Kalam Cosmological Argument
The Kalam cosmological argument is often used by theists, especially Christians and Muslims, to philosophically justify their belief in God. It goes as follows:
- Everything that begins to exist has a cause.
- The universe began to exist. (“Universe” is defined as all matter, energy, and time.)
- Therefore, the universe has a cause.
They follow with the claim that the cause for the universe has to be an uncaused cause, or God.
The trouble with this is: “God” is nowhere mentioned in the premises, and so is not a valid conclusion within this logical structure.
The first premise has problems before it can be accepted.
We as humans have not observed “everything.” In fact, the amount of observations we have made pale in comparison to “everything” there is. There may be “Black Swans” we haven’t come across. Also:
The law of conservation of energy - energy can neither be created nor destroyed—only converted from one form of energy to another.
We have not observed anything “begin to exist” in the sense that it came from nothing. Everything we have observed so far is a rearrangement of atoms or energy. So this premise is either ill-defined or invalid.
Even if it was hypothetically true, we could not demonstrate it well enough to make it epistemologically acceptable.
As for the second point...
Before the Planck Epoch of the Big Bang, physics as we know it break down. We simply don’t know what happened beyond this point in time. Everything we can come up with is pure speculation.
Was there a singularity of compact matter and energy? If so where did this come from? Are there multiple universes? Was the universe created out of nothing by an uncaused, timeless, free-thinking agent? If so, where did that come from? (Thoughts need brains, and there must be a cause for brains to exist.)
We don’t know. And when we don’t know something, the most honest position is to admit “I don’t know.” It’s not epistemologically sound to jump to a conclusion without evidence.
The third point is a composition fallacy.
fallacy of composition - inferring that something is true of the whole from the fact that it is true of some part of the whole.
The Kalam argument is as flawed as inferring that because every man has a mother, mankind as a whole must also have a mother. Or that because a chocolate chip is made from chocolate, the entire chocolate chip cookie must also be made from chocolate.
Just because things within the universe appear to have causes, it doesn’t automatically follow that the universe itself had a cause.
By Occam’s razor, “the universe has always existed (in some form)” is simpler than “a God has always existed and created the universe.”
While the Kalam Cosmological Argument may sound like a convincing argument on the surface, the 3 points fail on philosophical and empirical grounds.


• Task brief:
Output the number of lines in the entries below with the string "heart" in them, and nothing further.

==============================

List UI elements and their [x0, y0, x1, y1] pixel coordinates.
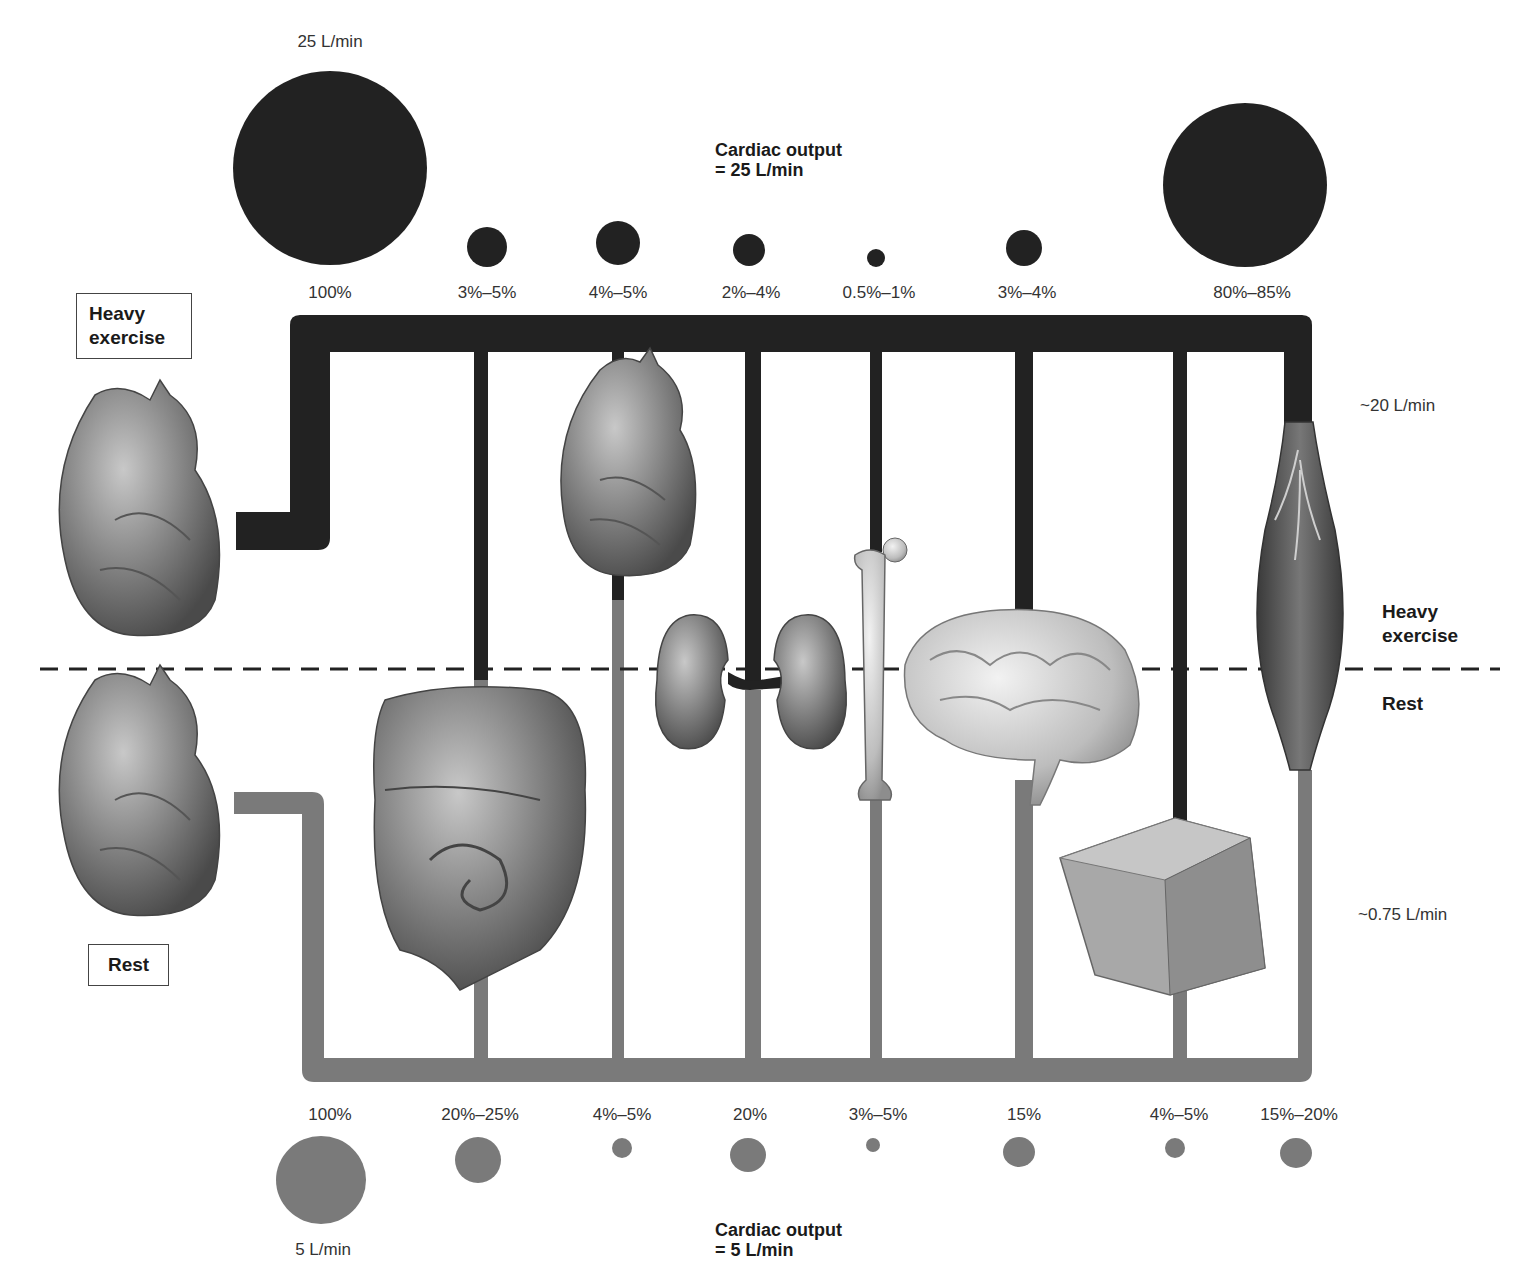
exercise-cardiac-output-label: Cardiac output: [715, 140, 842, 160]
rest-pct-skin: 4%–5%: [1150, 1105, 1209, 1125]
rest-box: Rest: [88, 944, 169, 986]
heart-icon-exercise: [59, 380, 219, 636]
rest-pct-muscle: 15%–20%: [1260, 1105, 1338, 1125]
rest-muscle-flow: ~0.75 L/min: [1358, 905, 1447, 925]
divider-exercise-label: Heavy exercise: [1382, 600, 1458, 648]
exercise-cardiac-output-title: Cardiac output = 25 L/min: [715, 140, 842, 180]
heart-icon-rest: [59, 665, 219, 916]
exercise-pct-heart: 4%–5%: [589, 283, 648, 303]
coronary-heart-icon: [561, 348, 696, 576]
divider-exercise-line2: exercise: [1382, 624, 1458, 648]
rest-flow-circles: [276, 1136, 1312, 1224]
rest-total-flow: 5 L/min: [295, 1240, 351, 1260]
rest-pct-total: 100%: [308, 1105, 351, 1125]
exercise-pct-kidneys: 2%–4%: [722, 283, 781, 303]
exercise-muscle-flow: ~20 L/min: [1360, 396, 1435, 416]
rest-pct-kidneys: 20%: [733, 1105, 767, 1125]
exercise-pct-muscle: 80%–85%: [1213, 283, 1291, 303]
brain-icon: [905, 610, 1139, 806]
divider-exercise-line1: Heavy: [1382, 600, 1458, 624]
rest-cardiac-output-value: = 5 L/min: [715, 1240, 842, 1260]
exercise-pct-total: 100%: [308, 283, 351, 303]
rest-pct-brain: 15%: [1007, 1105, 1041, 1125]
heavy-exercise-box-line2: exercise: [89, 326, 179, 350]
rest-pct-bone: 3%–5%: [849, 1105, 908, 1125]
exercise-total-flow: 25 L/min: [297, 32, 362, 52]
skeletal-muscle-icon: [1257, 422, 1343, 770]
rest-pct-digestive: 20%–25%: [441, 1105, 519, 1125]
heavy-exercise-box: Heavy exercise: [76, 293, 192, 359]
digestive-tract-icon: [374, 687, 586, 990]
rest-cardiac-output-label: Cardiac output: [715, 1220, 842, 1240]
exercise-pct-digestive: 3%–5%: [458, 283, 517, 303]
skin-block-icon: [1060, 818, 1265, 995]
circulation-diagram: [0, 0, 1529, 1281]
exercise-pct-brain: 3%–4%: [998, 283, 1057, 303]
exercise-cardiac-output-value: = 25 L/min: [715, 160, 842, 180]
exercise-pct-bone: 0.5%–1%: [843, 283, 916, 303]
heavy-exercise-box-line1: Heavy: [89, 302, 179, 326]
rest-pct-heart: 4%–5%: [593, 1105, 652, 1125]
rest-cardiac-output-title: Cardiac output = 5 L/min: [715, 1220, 842, 1260]
divider-rest-label: Rest: [1382, 692, 1423, 716]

==============================

• Reply:
5